Part 2: A Housing Model That Works from Letters to the Housed by Paul Asplund of Second Grace LA

A rendering of what beautiful, inclusive, affordable housing could look like in LA based on the Vienna Model.

PART 2: A Housing Model That Works

How the World's Most Successful Housing Model Could Actually Work in LA

A few years ago at Rome's MAXXI Museum, I saw future city plans from London School of Architecture students that inspired me. The winning design featured communal housing on a massive scale—large developments around transit hubs with well-designed private rooms on upper floors and welcoming shared spaces below. It wasn't institutional. It was beautiful and human-scaled.

I remember thinking, "Why haven't I seen this in the US?"

Back in San Francisco, my research humbled me. People had been doing it for over a century in places where housing is treated as a right rather than a commodity. It's called social housing, and Vienna has been perfecting it for 105 years.[1]

The Pattern Already Exists

Once I knew what to look for, I saw variations everywhere. At Lava Mae, I encountered a similar model in a proposed PATH (People Assisting the Homeless)  building—private dignity combined with communal resources—individual rooms connected to shared spaces that build community rather than isolate people.

When I moved to LA, I saw membership-based private co-living models with innovative approaches to member comfort.

The market was discovering what Vienna had known for a century: affordable housing doesn't have to be isolating single-family homes or institutional warehouses. There's a better middle path.

There's a crucial difference though, market versions are expensive and exclusive. Vienna's version houses 60% of the city's population at rents averaging $550–$700 per month[2]—less than 30% of LA's mid-range one-bedroom costs. Vienna proves this works for taxi drivers and professors alike.

That's what Los Angeles needs to build. The 2028 Olympics gives us the deadline and urgency to start.
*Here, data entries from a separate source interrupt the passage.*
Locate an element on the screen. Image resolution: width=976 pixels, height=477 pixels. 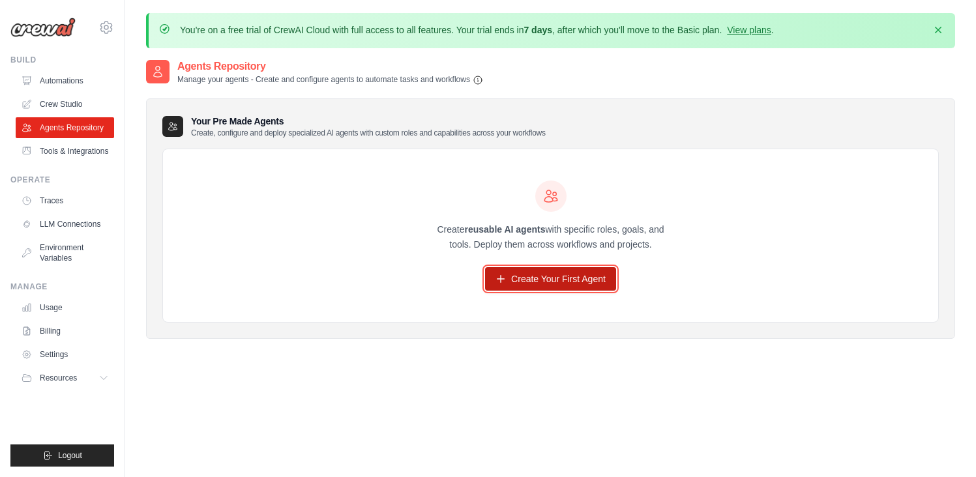
button: Resources is located at coordinates (65, 378).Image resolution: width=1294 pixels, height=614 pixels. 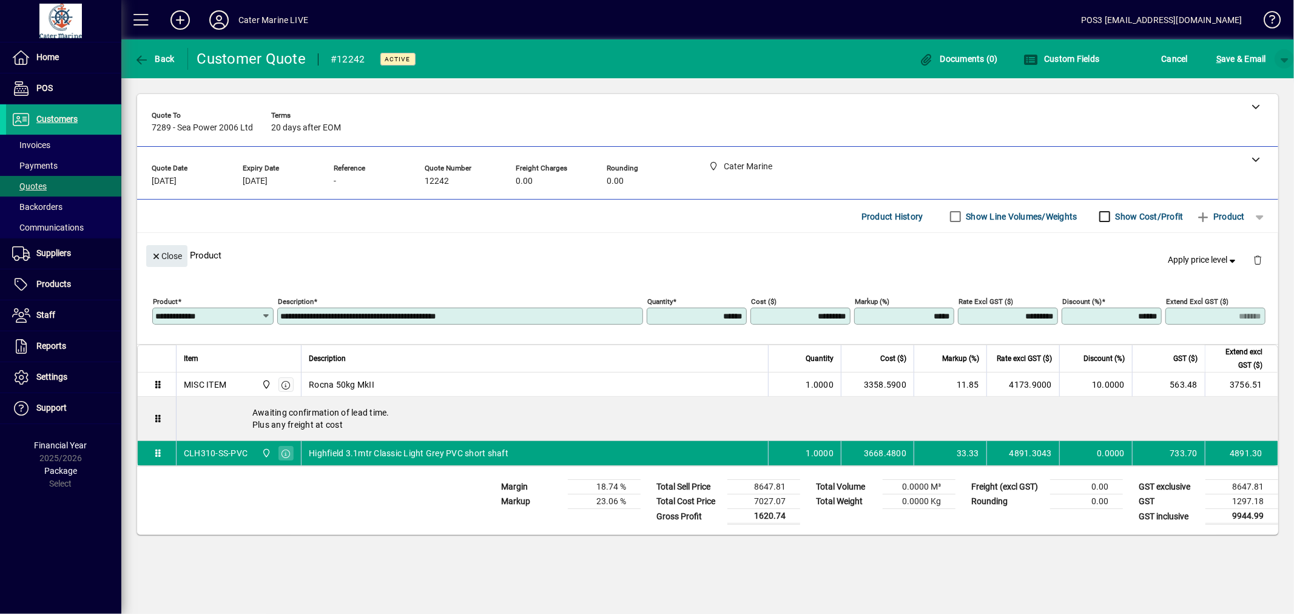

LA Is Already Proving Parts of the Vienna Model Work

Los Angeles has made unprecedented progress on affordable housing production—while simultaneously revealing exactly why we need Vienna's complete model, not just pieces of it.

Mayor Karen Bass's Executive Directive 1 (ED1), signed in her first week in office in December 2022, has approved over 16,150 affordable housing units with NO public subsidy.[15] That's more than LA approved in 2020, 2021, and 2022 combined.[15] By streamlining approvals to just 60 days and eliminating environmental review requirements, ED1 proved that removing bureaucratic obstacles can unlock massive private investment in affordable housing.[16]

The policy has been called "a monumental shift in how affordable housing is developed" by housing advocates.[17] Studios in these buildings rent for approximately $1,800 per month—affordable to households earning up to 80% of Area Median Income, or about $100,000 annually in Los Angeles.[18]

In February 2025, the City Council passed the Citywide Housing Incentive Program (CHIP), creating regulatory capacity for an additional 250,000 housing units through streamlined approvals and density bonuses near transit.[19] The infrastructure for accelerated production exists.

But here's the critical problem: These aren't Vienna-style permanently affordable units. They're market-rate affordable units that will convert to market rate after 30-year compliance periods expire. They have no public land ownership, no revolving funds, no limited-profit housing associations. They're temporary affordability, not permanent infrastructure.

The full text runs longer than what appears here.